Sunday, January 1, 2012

Down East and Upward Into the New Year

Dateline: Halifax, Nova Scotia
Sending out best wishes for a happy, healthy and prosperous New Year!

I awoke around 5am this morning in Freeport, Maine. Yesterday was a long 14-hour day of discovery as we drove from Maryland to Maine via Pennsylvania, New Jersey, New York, Connecticut, Massachusetts, and New Hampshire. We were all very tired when we arrived in Maine and we were long in bed before much of the world welcomed the new year.

This is my first posting of 2012 and the second dispatch from the Great White North, which so far is not very white at all. We were on the road by 7am passing all the highway signs warning of snow and urging drivers to take it slow. But no snow! There was a heavy frost on the ground as we set out, and the bridges were a bit icy, but the ground across Maine and New Brunswick is bare . . . and very little ice in the rivers and ponds. Certainly not what one expects to find in early January. This being both a holiday and a Sunday, there was very little traffic on the roads and so we were able to make very good time. We passed through Bangor at 9am, and less than an hour later we were walking along Main Street in Ellsworth, the gateway to Acadia National Park and Downeast Maine. During the summers this area is clogged with tourist traffic and I usually keep my distance. Today it was very quiet . . . . and an absolutely delightful place to stretch our legs.

Our morning’s journey took us across Downeast Maine on US Route 1 and as we drove I regaled my fellow passengers with John Steinbeck’s descriptions of the area when he passed this way in the autumn of 1960, and which he later recounted in Travels With Charley. We passed Kilkenny Cove, at the head of Frenchman’s Bay, and admired the hills of Mount Desert Island and the Schoodic Peninsula in the distance. Despite signs to the contrary, just about everything along the road was closed and shuttered tight for the season, including Ruth and Wimpy’s lobster pound, the home of Wilbur the Lobster. We continued past several Washington County villages and headwaters, passing a very small church in Sullivan, until we finally arrived among the blueberry barrens near Machias, and the tidal flats of Cobscook at the far eastern extremity of the continental United States.

Around noon the sun disappeared for the rest of the day with a light mist in the air. Just like yesterday! A good time to stop for lunch at an old favorite - the New Friendly Restaurant, in Perry, Maine. I enjoyed a bowl of fresh fish chowder, the fish & chips plate (so much for the New Year’s Resolution), and an endless glass of root beer.

We crossed into Canada at Calais/St. Stephen and immediately lost an hour as we entered Atlantic Standard Time. Bad enough that we have such a long trip, but 2pm suddenly became 3pm and we still had to drive across the entire width of New Brunswick and a goodly portion of Nova Scotia. Michael and I explored the edge of the Bay of Fundy back in August and so we did not tarry today; it was once again time to put miles, or I should say kilometers, behind us. The mist thickened as we drove through Saint John and dusk descended upon us accompanied by bands of snow showers as we approached Moncton. More snow, some of it heavy, fell as we crossed the Cobequib Pass, but we quickly ran out of it as we approached Truro and finally turned south toward Halifax.

We arrived here around 8:45pm local time. Another long day on the road. We dropped Spencer and Anna off at her apartment and we have checked into the Lord Nelson Hotel. Thankfully, we will be here for a few days and I am anxious to explore more of the city that I was first introduced to last summer. And to properly welcome the New Year, I am going to go to the lounge off the lobby for a couple cold brews before turning in. Oh, Canada!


**EXERCISE DETAILS:** Would you transcribe each entry precisely as it stands, setting aside any images?
SUPPLIED MATERIAL Block Start
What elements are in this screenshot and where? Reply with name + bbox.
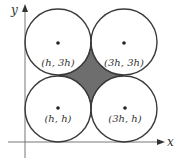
center-dot-bottom-right: [123, 106, 127, 110]
label-top-left: (h, 3h): [41, 57, 75, 68]
label-bottom-left: (h, h): [44, 113, 71, 124]
x-axis-arrow-icon: [157, 139, 165, 145]
four-circles-diagram: x y (h, 3h) (3h, 3h) (h, h) (3h, h): [0, 0, 175, 160]
center-dot-bottom-left: [56, 106, 60, 110]
center-dot-top-left: [56, 41, 60, 45]
y-axis-arrow-icon: [22, 4, 28, 12]
shaded-region: [58, 42, 124, 109]
label-top-right: (3h, 3h): [104, 57, 144, 68]
x-axis-label: x: [167, 135, 174, 149]
center-dot-top-right: [122, 41, 126, 45]
label-bottom-right: (3h, h): [108, 113, 142, 124]
y-axis-label: y: [10, 3, 18, 17]
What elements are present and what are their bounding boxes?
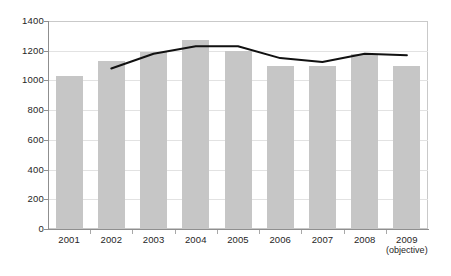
SUPPLIED MATERIAL Block End
**ANSWER TO THIS PROBLEM:**
What elements are in this screenshot and where? Reply with name + bbox.
center-dot-bottom-right: [123, 106, 127, 110]
label-top-left: (h, 3h): [41, 57, 75, 68]
label-bottom-left: (h, h): [44, 113, 71, 124]
x-axis-arrow-icon: [157, 139, 165, 145]
four-circles-diagram: x y (h, 3h) (3h, 3h) (h, h) (3h, h): [0, 0, 175, 160]
center-dot-bottom-left: [56, 106, 60, 110]
center-dot-top-left: [56, 41, 60, 45]
y-axis-arrow-icon: [22, 4, 28, 12]
shaded-region: [58, 42, 124, 109]
label-top-right: (3h, 3h): [104, 57, 144, 68]
x-axis-label: x: [167, 135, 174, 149]
center-dot-top-right: [122, 41, 126, 45]
label-bottom-right: (3h, h): [108, 113, 142, 124]
y-axis-label: y: [10, 3, 18, 17]
What elements are present and what are their bounding boxes?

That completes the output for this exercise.